Frederica Freyberg:
After winning two general elections and one recall election for governor, surrounded by family and long-time supporters, Governor Scott Walker announced Sunday that he is officially in the race for re-election in 2018. His campaign kickoff was in Waukesha.
Scott Walker:
I'm pleased, I’m thrilled on behalf of our outstanding lieutenant governor, Rebecca Kleefisch and I, to announce today that Rebecca and I are asking for four more years to serve as your governor and lieutenant governor to move Wisconsin forward!
[cheers and applause]
Crowd:
Four more years! Four more years! Four more years! Four more years!
Scott Walker:
That's right. Four more years. Four more years to keep moving this state forward, looking ahead. We want a state where everyone shares. Everyone shares in our economic prosperity, whether you live in a big city or a small town, from one end of the state to the other. We want everyone to share in the Wisconsin comeback so that everyone can find not just a job, but a career to support themselves and their families going forward.
[cheers and applause]
Looking ahead, we want a state where every child, every child can have access to a great education. Whether it’s like Matt and Alex did at a traditional public school, a charter school, a choice school, a private school, a homeschool, a virtual school environment, wherever it might be. We trust parents to make the right decision for their sons and their daughters, not just for student success, because we want to energize the next generation of the 21st century workforce here in Wisconsin.
Frederica Freyberg:
As you just heard, Governor Walker’s re-election announcement touted education and the workforce, among other accomplishments like tax cuts.

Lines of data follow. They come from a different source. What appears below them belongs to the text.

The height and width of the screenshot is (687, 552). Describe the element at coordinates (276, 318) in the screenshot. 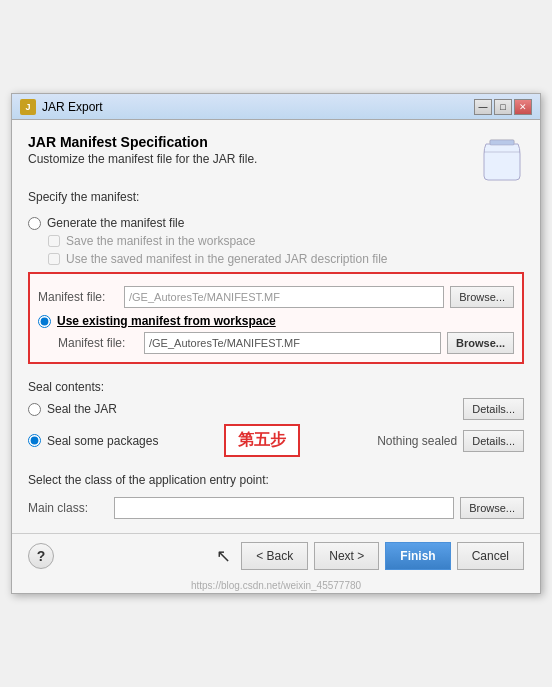

I see `highlighted-manifest-box: Manifest file: Browse... Use existing ma…` at that location.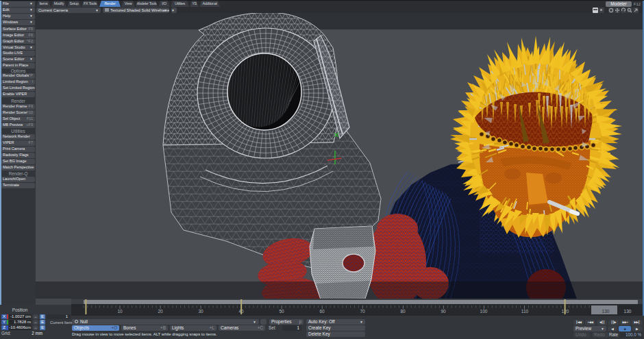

But he didn’t mention the state’s newly-minted $3 billion deal with Foxconn. We’ll have more on the week’s Foxconn developments later in the program, but we wondered why the governor left Wisconsin’s deal with the electronics giant out of his campaign remarks. Here’s what UW-Milwaukee political scientist Mordecai Lee says about that.
Mordecai Lee:
With Scott Walker, he’s such a good politician that there’s always a reason. It could be they’ve done some internal polling and they’ve found Republicans are mixed about it. In other words, some of them think this is the greatest thing since sliced bread. But it could be there are some libertarian Republicans who think, “I'm not sure this is a very good idea. This is corporate welfare. Or this is putting all your money on one instead of spreading your money around.” So it’s possible that he’s not sure that it’s a winner in terms of mobilizing his base. We know already that there are Democrats who are against it, but that might be more reflexive than anything else. And when it comes to this situation, he can boast about the potential of the contract, but by next November, nobody’s going to know if the potential worked or not. There can be beginning construction. They’re going to have a minimal crew. They’re going to have minimal employment. So it could be that if he wants to run on what he’s accomplished, past tense, that this contract is not the thing that fits into that box.